Thursday 7 December 2017

NZ First’s “Railways of National Importance” policy platform (2017) [3]

Here are the last few bits of the programme and the statements of what Kiwirail should be structured as.

11. New suburban services
New suburban passenger train services will be investigated for Christchurch, Dunedin, Tauranga and between Hamilton and Auckland.
This includes an initial investigation into establishing suburban passenger train services in Christchurch, Dunedin, Tauranga and between Hamilton and Auckland using Auckland’s surplus diesel rolling stock immediately following the introduction of electric services in Auckland.
For Christchurch this could cost up to $200 million. There's doubt that Dunedin is big enough to warrant suburban train services being reinstated after a 35 year gap.
12. Rail siding grant scheme
New Zealand First will introduce a grant scheme to encourage greater use of rail transport by industry and by distribution centres, where the cost of installing or re-commissioning rail sidings will be met 50/50 by the businesses using the rail siding and the New Zealand Railways Corporation.
New Railways structure proposed by NZ First
KiwiRail would be restructured by splitting it into three new  organisations:
1. New Zealand Railways Corporation - owning and managing rail land, tracks and infrastructure, stations and rail-freight centres, shunting yards, workshops, train control systems, managing and maintaining the rail network, allocating access to the rail network for rail operating companies, setting rail training standards and qualifications, and acting as the rail regulator and licence agency.
2. Kiwi Rail - operating rail passenger services between all main centres, and operating the Interisland ferries.
3. Rail Freight – a new State Owned Enterprise operating a commercial rail freight business.
To have a commercial rail freight business implies open access or competition for rail freight operations. This will see the same challenges as currently occur in road transport where intense and rapacious competition between operators see safety standards widely flouted and accident rates increasing. Kiwirail is already under pressure to cut costs and such a move will not do anything to reduce this pressure.

Overall, the policy on "Railways of National Significance" seems to have limited reporting and detail available. There have been a few speeches by Winston Peters referring to it, but as I noted the detail appears to be missing in action.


Please copy every line from the following entries in which the word "mark" appears.

(Items from a figure collection)
---

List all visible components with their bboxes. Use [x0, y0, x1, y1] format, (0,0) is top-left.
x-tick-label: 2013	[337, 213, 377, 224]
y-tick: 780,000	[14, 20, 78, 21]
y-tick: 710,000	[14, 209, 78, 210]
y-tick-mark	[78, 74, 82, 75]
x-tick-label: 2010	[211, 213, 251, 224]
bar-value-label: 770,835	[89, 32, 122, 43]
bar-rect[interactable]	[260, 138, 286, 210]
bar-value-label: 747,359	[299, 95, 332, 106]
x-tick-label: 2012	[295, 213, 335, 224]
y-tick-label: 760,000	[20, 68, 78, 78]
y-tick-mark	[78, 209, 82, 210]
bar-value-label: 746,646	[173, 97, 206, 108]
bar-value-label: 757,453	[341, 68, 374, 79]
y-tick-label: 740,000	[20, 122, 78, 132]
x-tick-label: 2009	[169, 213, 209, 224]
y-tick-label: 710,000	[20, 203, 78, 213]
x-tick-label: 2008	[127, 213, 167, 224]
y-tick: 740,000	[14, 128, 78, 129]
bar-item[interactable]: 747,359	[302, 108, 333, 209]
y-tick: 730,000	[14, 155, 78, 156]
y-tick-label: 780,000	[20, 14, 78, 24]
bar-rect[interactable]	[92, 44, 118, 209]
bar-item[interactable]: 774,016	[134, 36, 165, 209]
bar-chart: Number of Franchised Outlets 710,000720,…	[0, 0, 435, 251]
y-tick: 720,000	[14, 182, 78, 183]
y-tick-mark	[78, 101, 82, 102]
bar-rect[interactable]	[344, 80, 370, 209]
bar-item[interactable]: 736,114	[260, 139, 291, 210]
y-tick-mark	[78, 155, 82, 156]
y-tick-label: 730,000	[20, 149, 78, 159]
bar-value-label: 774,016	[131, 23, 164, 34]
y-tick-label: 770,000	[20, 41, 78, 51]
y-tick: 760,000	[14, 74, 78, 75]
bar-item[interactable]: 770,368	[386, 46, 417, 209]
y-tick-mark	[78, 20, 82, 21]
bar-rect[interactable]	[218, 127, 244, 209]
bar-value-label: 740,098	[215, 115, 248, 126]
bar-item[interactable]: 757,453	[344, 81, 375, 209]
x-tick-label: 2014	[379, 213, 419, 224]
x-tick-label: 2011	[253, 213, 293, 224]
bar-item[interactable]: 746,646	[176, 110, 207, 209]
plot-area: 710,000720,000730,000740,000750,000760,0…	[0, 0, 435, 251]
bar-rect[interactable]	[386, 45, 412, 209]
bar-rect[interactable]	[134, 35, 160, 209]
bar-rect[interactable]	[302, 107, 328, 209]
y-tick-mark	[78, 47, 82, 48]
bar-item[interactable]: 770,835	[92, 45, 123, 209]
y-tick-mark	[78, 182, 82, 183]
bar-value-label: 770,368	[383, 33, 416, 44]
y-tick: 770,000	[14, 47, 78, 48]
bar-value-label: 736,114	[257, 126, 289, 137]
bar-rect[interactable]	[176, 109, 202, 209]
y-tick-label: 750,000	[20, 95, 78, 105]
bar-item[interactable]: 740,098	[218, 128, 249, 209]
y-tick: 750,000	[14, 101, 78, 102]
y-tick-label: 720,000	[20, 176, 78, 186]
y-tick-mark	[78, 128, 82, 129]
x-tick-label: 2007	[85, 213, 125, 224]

---

▸ RESPONSE TO THE EXERCISE:
y-tick-mark	[78, 74, 82, 75]
y-tick-mark	[78, 209, 82, 210]
y-tick-mark	[78, 101, 82, 102]
y-tick-mark	[78, 155, 82, 156]
y-tick-mark	[78, 20, 82, 21]
y-tick-mark	[78, 47, 82, 48]
y-tick-mark	[78, 182, 82, 183]
y-tick-mark	[78, 128, 82, 129]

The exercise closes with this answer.